I always do what I’m told now.
Maggie disappears for a moment, then comes back holding a box of Flash powder, which is what I pour in the mop bucket before cleaning the floors each night. “Sit down,” she says. Her face looks strange. It’s twisted a little the wrong way, and looking at it makes my knees feel wobbly. She puts the plug in the bath, then turns on the hot tap and waits. The water is cold on my feet at first, but by the time it reaches my ankles, the water is warm. A bit too warm.
“Can I put in some cold please?”
“No.”
“The water is hot.”
“Good.” She pours some of the powder onto a wet flannel, before pouring the rest into the bath until the whole box is empty.
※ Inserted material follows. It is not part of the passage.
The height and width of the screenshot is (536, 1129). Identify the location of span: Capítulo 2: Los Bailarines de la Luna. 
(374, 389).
The water is burning my skin and I try to stand up, but she pushes me down. “Close your eyes.” She starts to scrub at the skin on my face awful hard; it feels like the powder is scraping my cheeks right off. I scream, but Maggie doesn’t seem to hear me, she just keeps scrubbing and the water keeps burning. “You have blood on your hands, you need to get clean.” She scratches away at my arms, my legs, my back. The water is so hot, and the flannel hurts so much, that I’m screaming more than I have ever screamed before. The noise coming out of my mouth doesn’t even sound like me. I hear John banging on the bathroom door, but Maggie has locked it so that he can’t come in.
When she puts me to bed, all of me hurts.
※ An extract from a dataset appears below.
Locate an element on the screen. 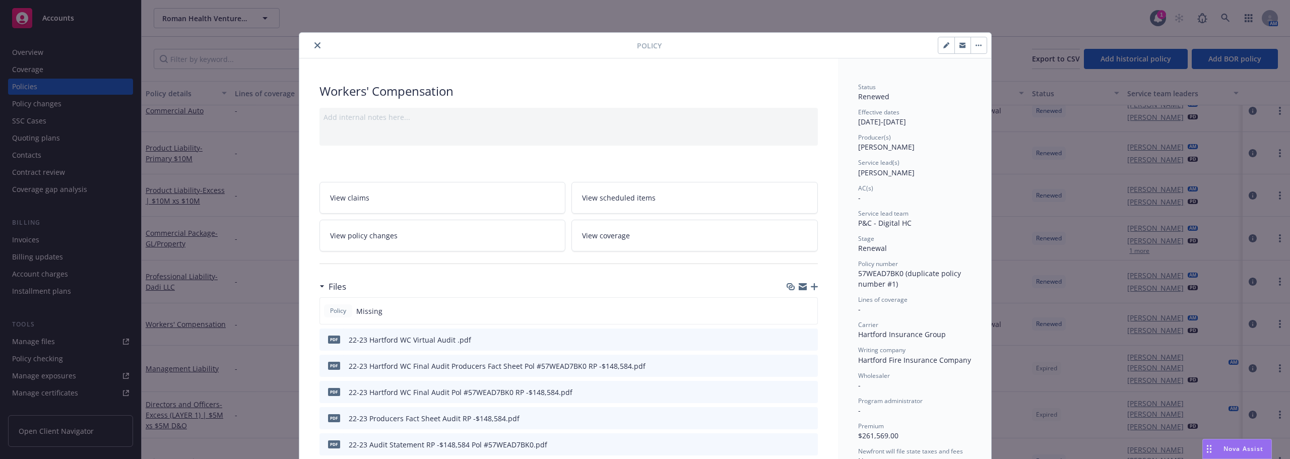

She doesn’t kiss it better, or kiss me good-night.
My skin is red and my throat is sore from screaming, but I am quiet now.
I am alone in the dark, but inside my ears I keep hearing the last thing that Maggie said, as though she is whispering it, over and over. She has locked me in my room and taken the bulbs out of the light in the ceiling and the lamp next to the bed, even though she knows I get scared. I am hungry and thirsty, but there is nothing to eat or drink. I close my eyes and I put my hands over my ears, but I can still hear her words:
That man is dead because you didn’t do as you were told. I didn’t kill him, you did.
She says I killed him, so it must be true, Maggie doesn’t tell lies.
I killed my mummy and now I’ve killed the bad man.
I keep doing bad things without meaning to.
I cry because I think I must be a very bad person, and I cry because I think Maggie doesn’t love me anymore, and that makes me feel sadder than anything else in the whole world.
Forty
London, 2017
The wrap party is being held at a private club in the heart of London. Even as a child I hated parties. I never had anyone to talk to and I didn’t fit in. I’ve never known who to be when I’m supposed to be me. I don’t want to go tonight, but my agent says I should and, given everything that is currently going on, it seems wise to do as I am told. He doesn’t seem to understand that social gatherings, with people looking at me all night, fill me with the most horrific and inexplicable fear.
Perhaps I’m just scared of what they might see.
I think about the version of me I need to be tonight, then flick a switch and turn her on, hoping she’ll stay with me for as long as I need her to. She doesn’t always.
I pass a McDonald’s and remember that I haven’t eaten. I double back and order a Happy Meal, hoping it might work in more ways than one. I choose the same things I used to as a child thirty years ago: chicken nuggets and french fries to take away. I don’t get far. I don’t even open the box. I see a homeless girl lying in a doorway on a folded-up piece of cardboard and I stop. I know that could have been me. She looks cold and hungry, so I give her my coat and my Happy Meal, then carry on towards the tube station.